Published: 6 August 2024
Last updated: 6 August 2024
Making an album has been on the cards ever since the Sydney-based klezmer fusion group Chutney first formed back in 2020.
Since then, the band has grown from a trio to a six-person ensemble; performed over 100 gigs; gone viral on social media; embarked on a national tour; and released a popular single worthy of attention from Rolling Stone.
Today, they finally released their debut album, aptly named Ajar, on Spotify.
“Recording an album has definitely been the most complex, biggest and expensive project I've ever run,” Chutney’s band leader and violinist Ben Adler told The Jewish Independent.
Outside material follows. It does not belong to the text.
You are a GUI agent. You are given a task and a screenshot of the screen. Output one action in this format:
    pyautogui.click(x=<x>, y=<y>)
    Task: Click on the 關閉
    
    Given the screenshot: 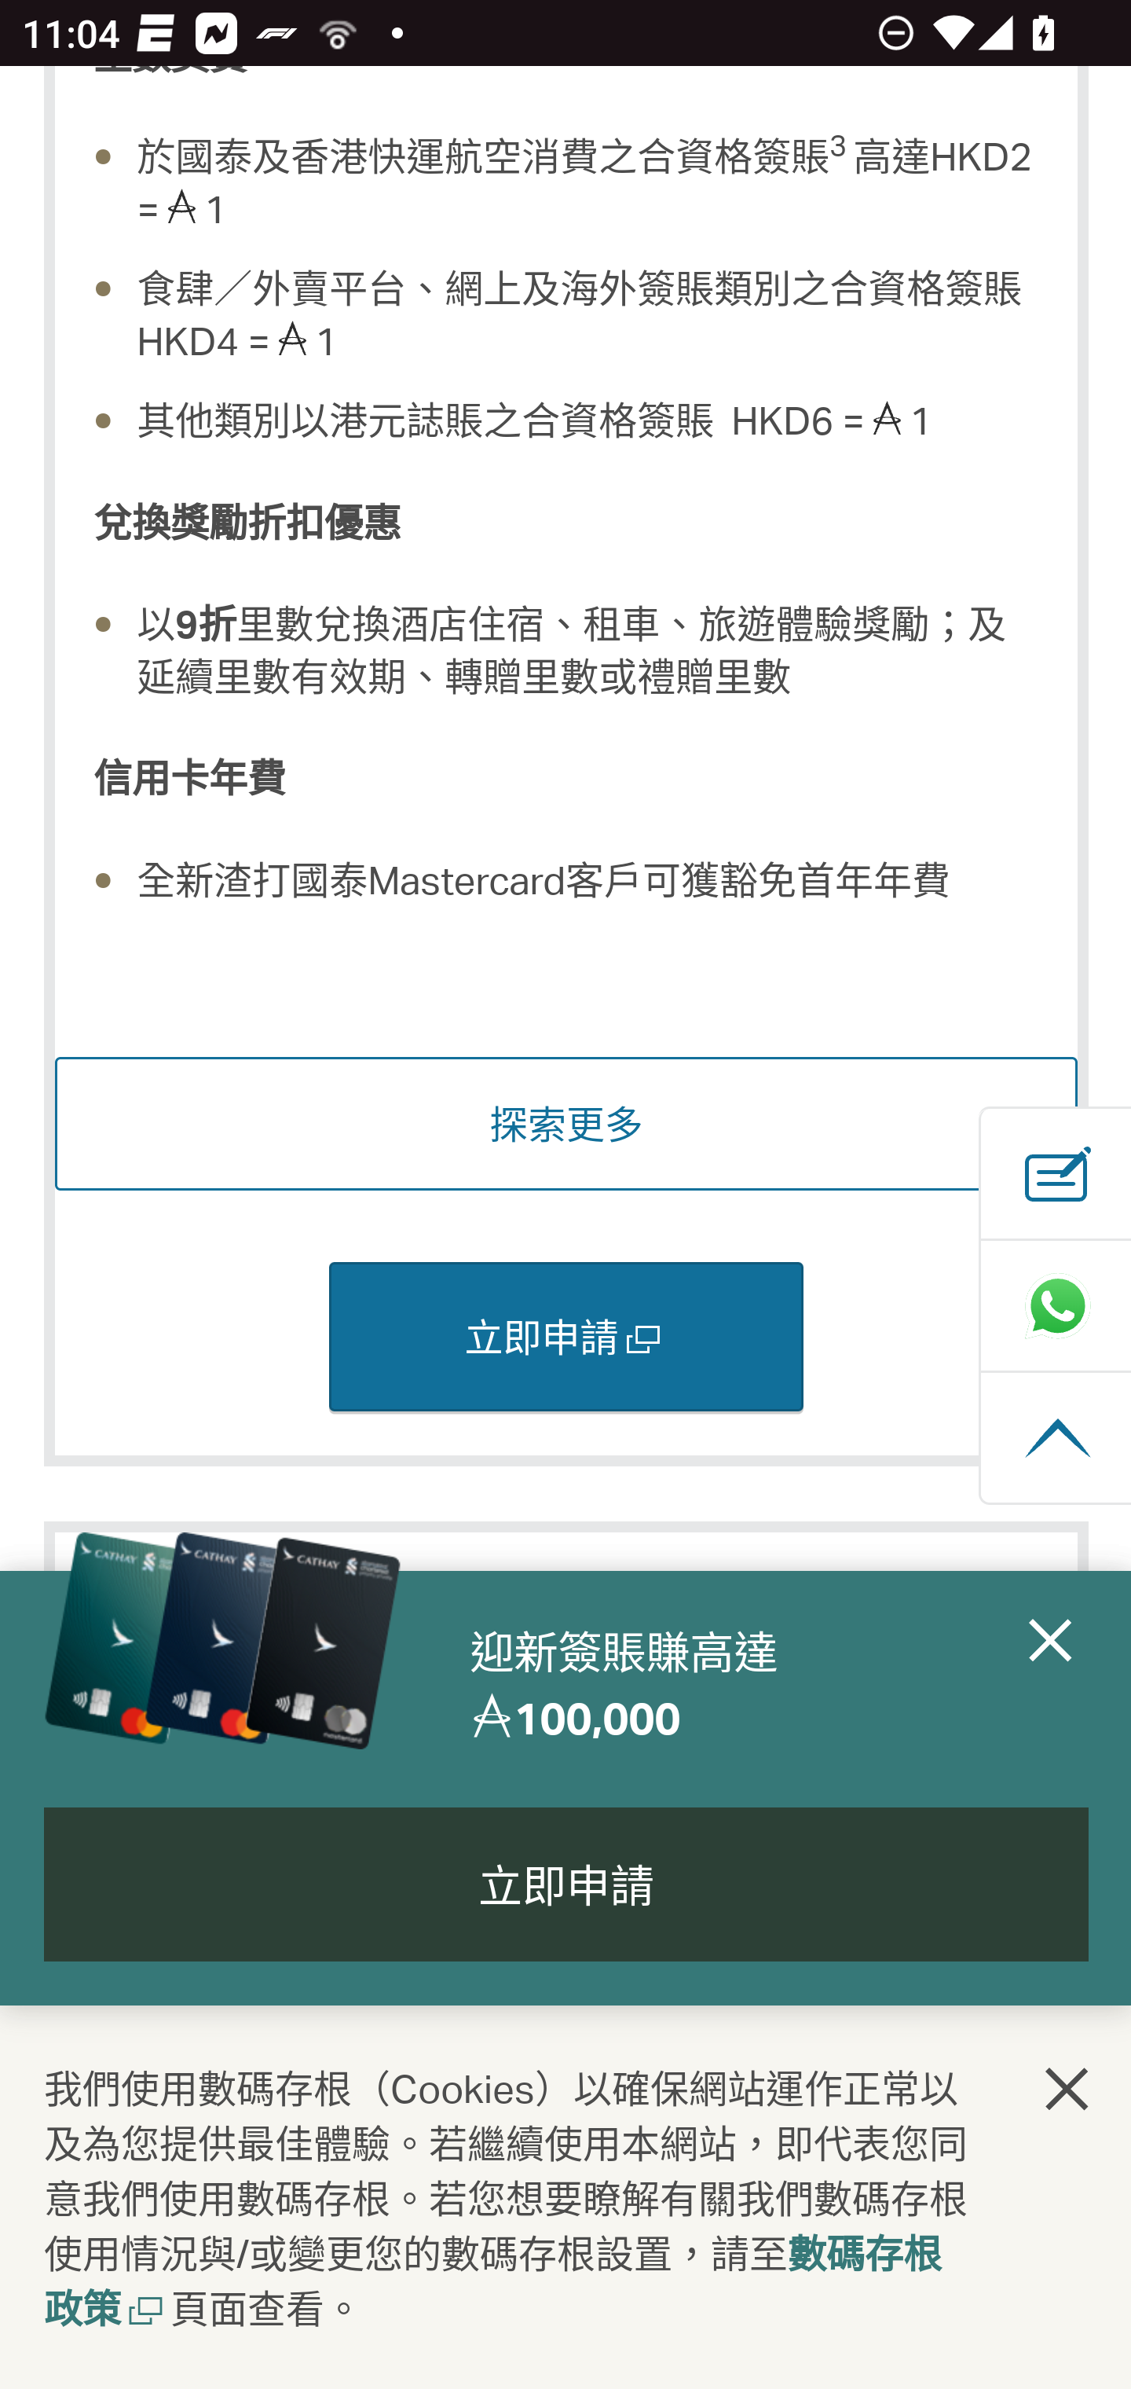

“It blew out well beyond what we imagined, mainly because we're all perfectionists. There is a permanence about recording an album, especially these days – once something's up on the internet, it’s there forever.”
While an album was always the goal, the band only took the endeavour seriously about two years ago.
After a series of grant applications were rejected, Chutney turned to its community, where a three-month crowdfunding campaign – gathering over 80 Jewish and non-Jewish donors – and a Chanukah fundraiser helped raise enough funds for recording to begin in April 2023.
“We hoped to finish recording in June, but the last sessions we did were in January the next year. It bled out to a multi-phase process that took almost 12 months,” Adler explained.
“It was a deeply creative process in the most unlimited sense. We allowed ourselves to make real whatever we had in our heads, and whatever our producer told us could be possible in the studio.”
Such creativity is clearly evident in Ajar’s diversity, which acts as a “tasting jar” of Chutney's music.
"We've found a bigger than expected appetite among the public to engage with Jewish, and even specifically Israeli, music."
Chutney's band leader Ben Adler
Over its 13 songs – the band are calling Ajar their “bat mitzvah” coming-of-age moment – listeners can expect an entertaining mix of originals and covers, instrumentals and vocalists, and genres including pop, disco, swing, funk and jazz, all nestled under the umbrella of Chutney’s signature klezmer fusion.
“We embrace the wide gamut of Jewish musical influences. We claim it as part of our Jewish musical heritage and tapestry,” Adler said.
“It is a bit of a smorgasbord, and we did that deliberately, because we wanted this to be a jar of Chutney. We want someone to take their spoon into this jar, and to get a bit of everything that we do. Klezmer fusion is the strongest flavour, and the flavour we’re proudest of, but there is variety.”
The inspiration behind Ajar is certainly recognisable, with tracks embracing everything from The Godfather to Star Wars and Fiddler on the Roof. With the backing of a professional recording studio, some tracks comprise 100 to 200 layers of instruments, making the music richer than when Chutney performs live.
Fans of the band will already know their cover of Kama At Yafa, which debuted to over 350,000 Instagram views after it was released early in support of Israel in the wake of the October 7 Hamas attack.
Others may be more familiar with Toxic Moonlight, a mashup of Britney Spears’ Toxic and Beethoven’s Moonlight Sonata, which was named a “song you need to know” by Rolling Stone Australia – a title that left the band “completely delighted”.
Adler says the order of the album “took weeks to decide” and that “it’s worth the investment” to listen to in one sitting.
“We really wanted to take the audience on a journey, which meant two things: creating variety and creating an appropriate trajectory. Deciding what would go in the album and the order we’d put them in was complex. We didn’t leave a single stone unturned in our decision-making.”
The full release of Ajar today comes following a series of singles, the launch of the physical album in March, and a successful tour. It feeds into a revival of klezmer music across the country, with the launch of the Melbourne Klezmer School last month, and a klezmer ensemble on offer at the Emanuel School in Sydney.
“There’s a groundswell coming from youth that we’ve seen. There’s also a general interest in Jewish music, a strengthening and ignition in the Jewish cultural experience since October 7,” Adler said.
But it’s also a time when many Australian Jewish creatives have become targets for confronting antisemitism, from doxing, abuse and boycotting concerts, to losing work and long-held relationships within the music industry.
“I don't believe there are many other groups in Australia that have that same lived reality where they can be rejected, and then go home at night wondering if it is because of their music or because of their identity and heritage.”
As a publicly Zionist band, Chutney has had similar experiences, but Adler says it’s not the full story.
He recalls playing for a crowded pub in regional Victoria in April this year, and teaching the “entirely non-Jewish audience” how to dance the Hora. “It was incredibly heartening,” he said.
“We've found a bigger than expected appetite among the public to engage with Jewish, and even specifically Israeli, music,” Adler concluded.
“I think the average Joe and Josephine… just want to get on with their life and live as Australians, which includes enjoying good music, and if the music's good, they’ll enjoy it. We play often for the Jewish community, but when we don’t, it doesn't seem to make a difference at all.
“We don’t dwell on what may have been because it’s not productive. We just continue to create as much positive momentum as we can."